More Than Blue -seulpeumboda Deo Seulpeun Iyagi... Apr 2026
So live. Eat ramyeon. Dance in the rain. Let Ji-hoon make you laugh. And when you’re old, and grey, and you’ve forgotten the sound of my voice—play our song. You know the one.
His heart stopped. “What?”
They met in a quiet pojangmacha —a tented street stall. Yoo laid out the situation with surgical precision. He was dying. Chae-won was the love of his life. He wanted Ji-hoon to marry her after he passed. More Than Blue -Seulpeumboda Deo Seulpeun Iyagi...
“A will,” he said, without looking up. “Everyone leaves eventually. I want to be ready.”
Kang Chae-won learned to cry silently by the age of twelve. The nuns at St. Theresa’s orphanage called it a blessing—she never disturbed the other children. But the truth was simpler: she had run out of tears for herself. Her tears were reserved for the characters in the dog-eared romance novels she found in the donation bin, for the stray cat that limped across the courtyard, for anyone but herself. So live
The funeral was small. Chae-won wore a black dress and no tears. She stood like a statue as people murmured condolences. Ji-hoon stood beside her, his hand hovering near her back, not quite touching.
He started coming home late, reeking of soju he didn’t drink. He left his lyric sheets scattered on the floor, then accused her of moving them. One night, he looked at her dinner—a lovingly prepared jjigae —and swept it onto the floor. Let Ji-hoon make you laugh
She leaned close and whispered the words he had never been able to say: “I love you, too.”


**Task prompt:** Reproduce every line below exactly as written; do not include the images.

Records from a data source
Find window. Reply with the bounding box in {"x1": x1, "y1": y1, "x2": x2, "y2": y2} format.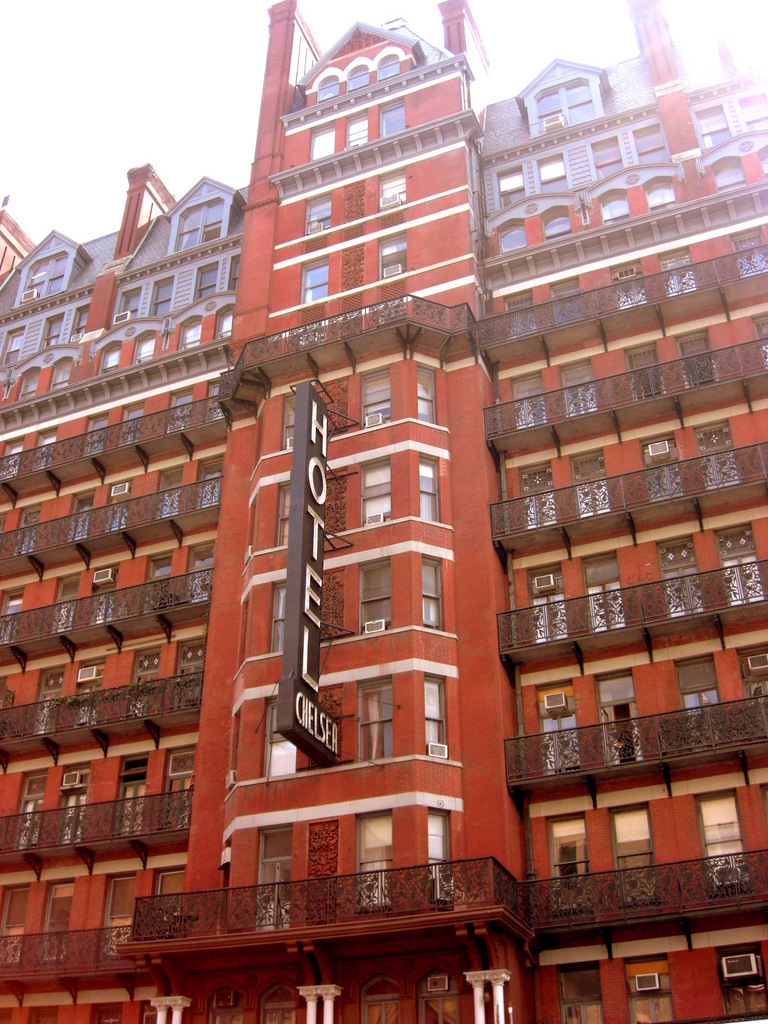
{"x1": 376, "y1": 168, "x2": 411, "y2": 213}.
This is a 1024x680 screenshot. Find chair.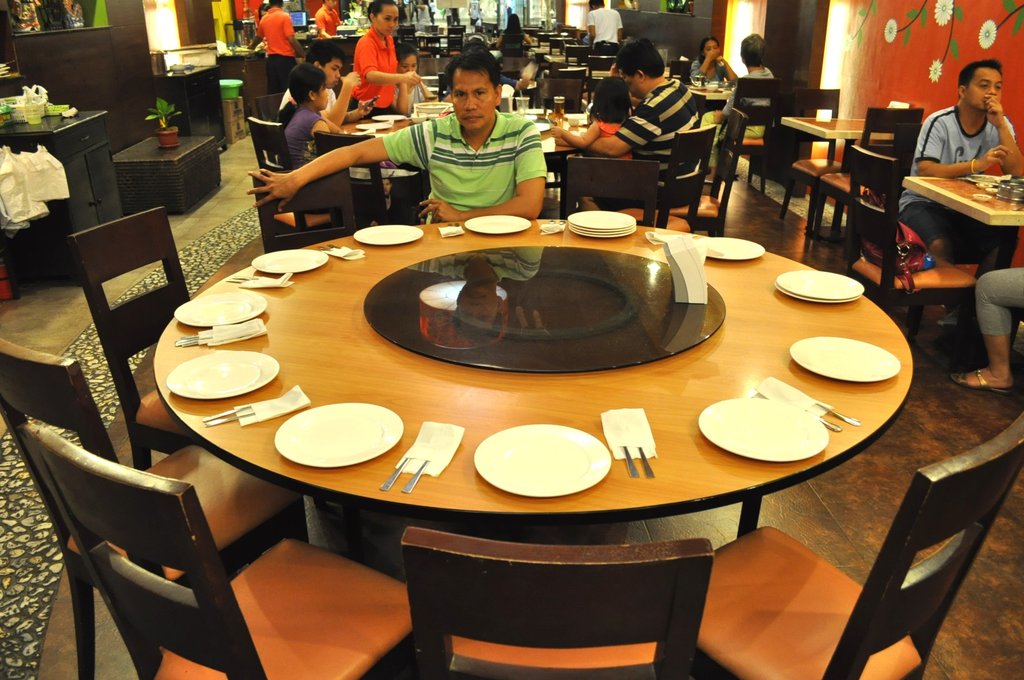
Bounding box: box(692, 409, 1023, 679).
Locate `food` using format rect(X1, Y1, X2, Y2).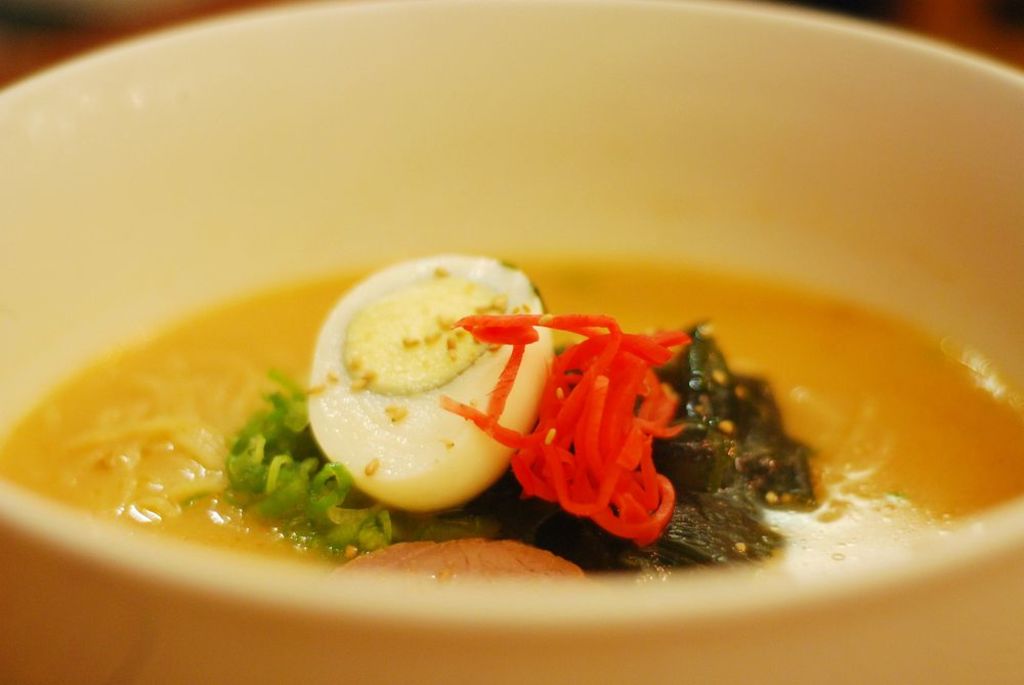
rect(47, 237, 950, 575).
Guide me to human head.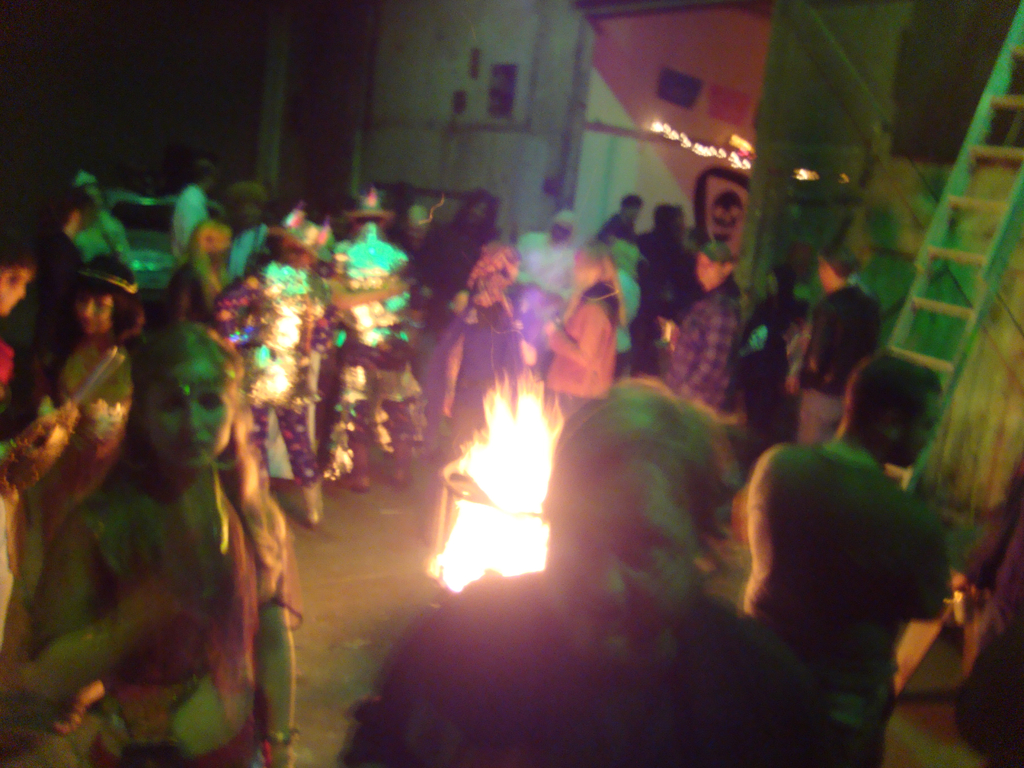
Guidance: Rect(0, 231, 41, 308).
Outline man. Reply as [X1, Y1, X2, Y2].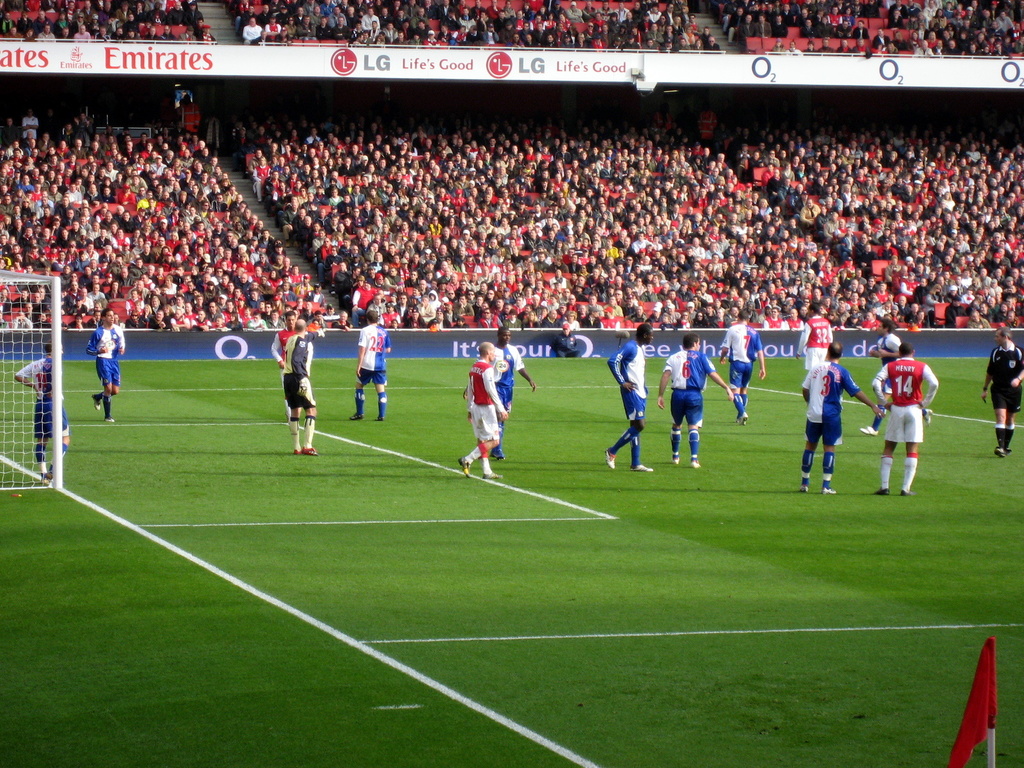
[207, 315, 230, 330].
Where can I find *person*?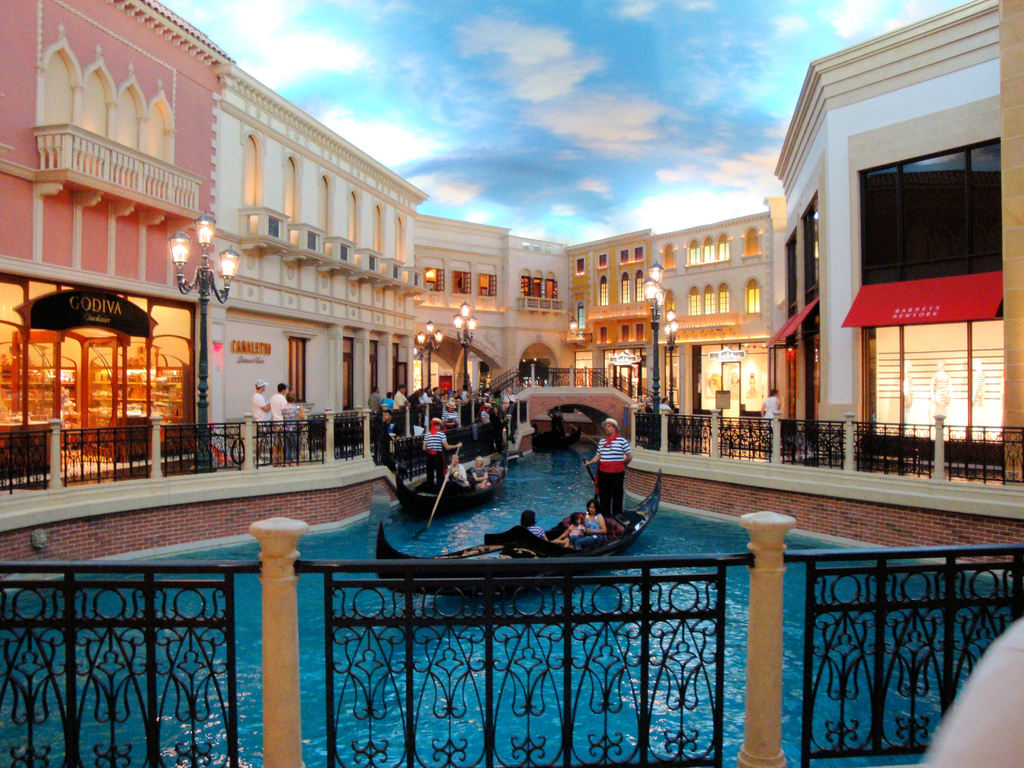
You can find it at (left=557, top=513, right=584, bottom=547).
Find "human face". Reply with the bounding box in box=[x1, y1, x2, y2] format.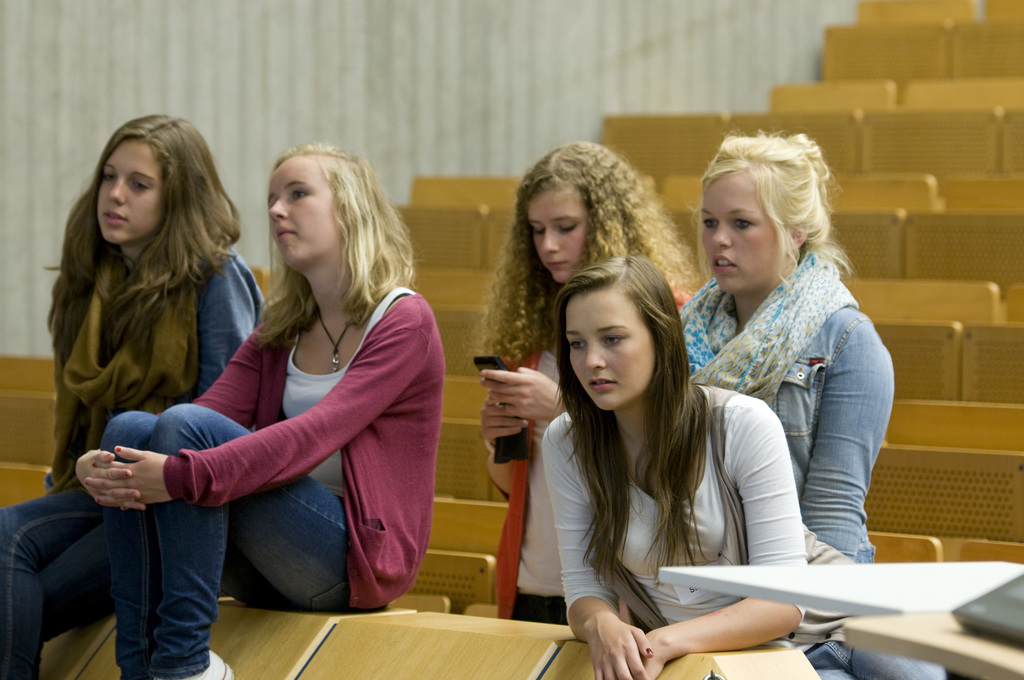
box=[701, 169, 780, 287].
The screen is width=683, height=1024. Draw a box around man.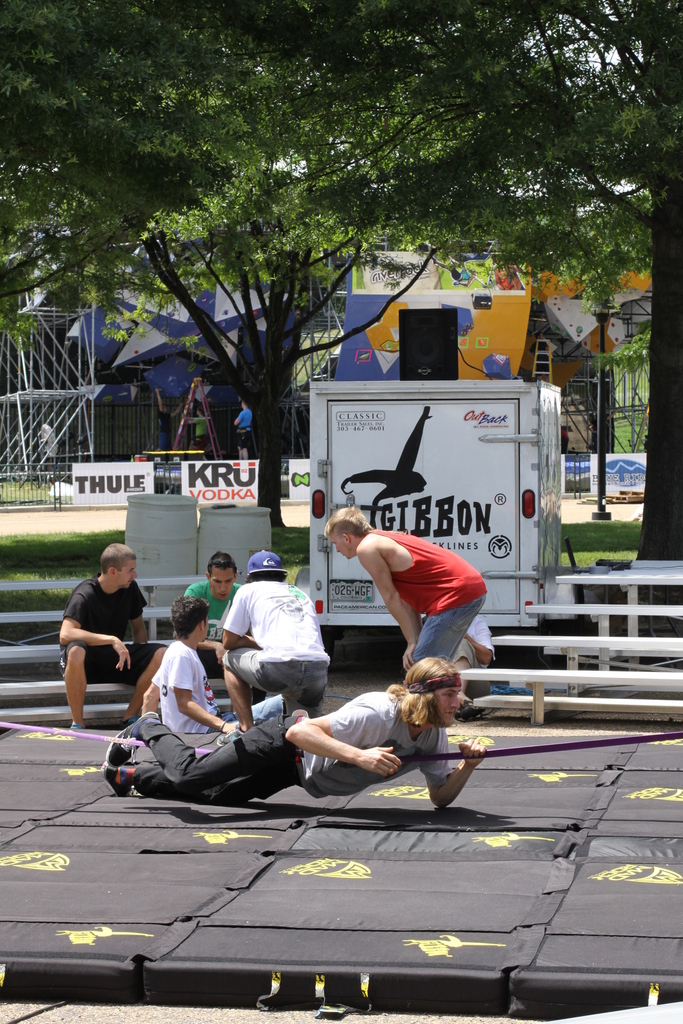
[left=99, top=653, right=491, bottom=809].
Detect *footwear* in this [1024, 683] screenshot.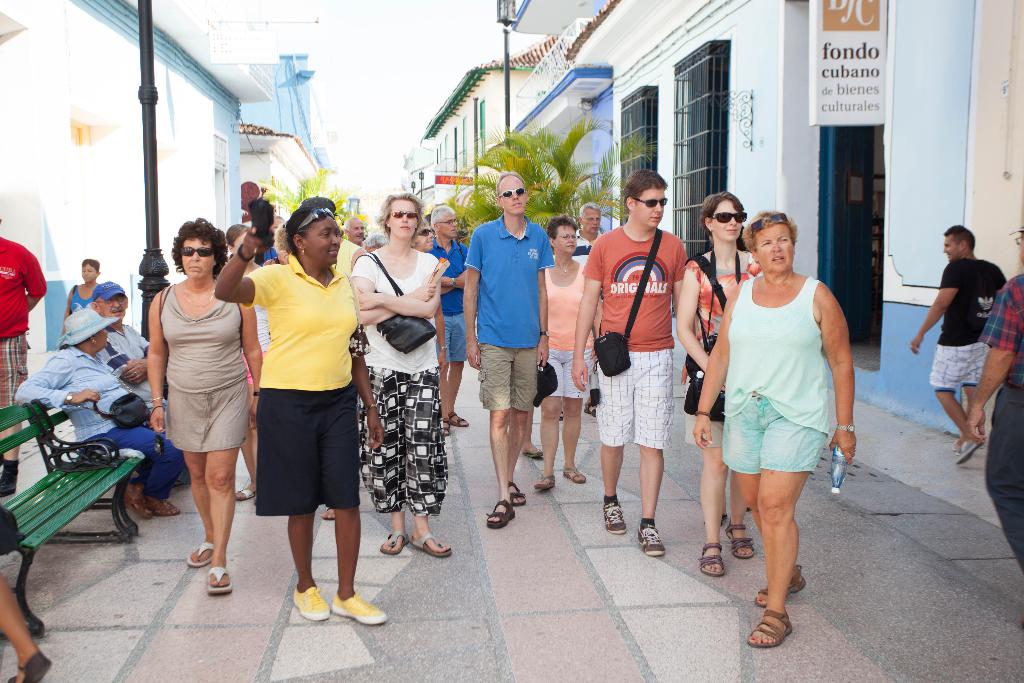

**Solution to this exercise:**
Find window. Reply with the bounding box in {"x1": x1, "y1": y1, "x2": x2, "y2": y2} format.
{"x1": 376, "y1": 168, "x2": 411, "y2": 213}.
This is a 1024x680 screenshot. Find chair.
Bounding box: box(692, 409, 1023, 679).
Locate `food` using format rect(X1, Y1, X2, Y2).
rect(47, 237, 950, 575).
Guide me to human head.
Guidance: Rect(0, 231, 41, 308).
Outline man. Reply as [X1, Y1, X2, Y2].
[207, 315, 230, 330].
Where can I find *person*?
You can find it at (left=557, top=513, right=584, bottom=547).
Find "human face". Reply with the bounding box in box=[x1, y1, x2, y2] format.
box=[701, 169, 780, 287].
The screen is width=683, height=1024. Draw a box around man.
[left=99, top=653, right=491, bottom=809].
Detect *footwear* in this [1024, 683] screenshot.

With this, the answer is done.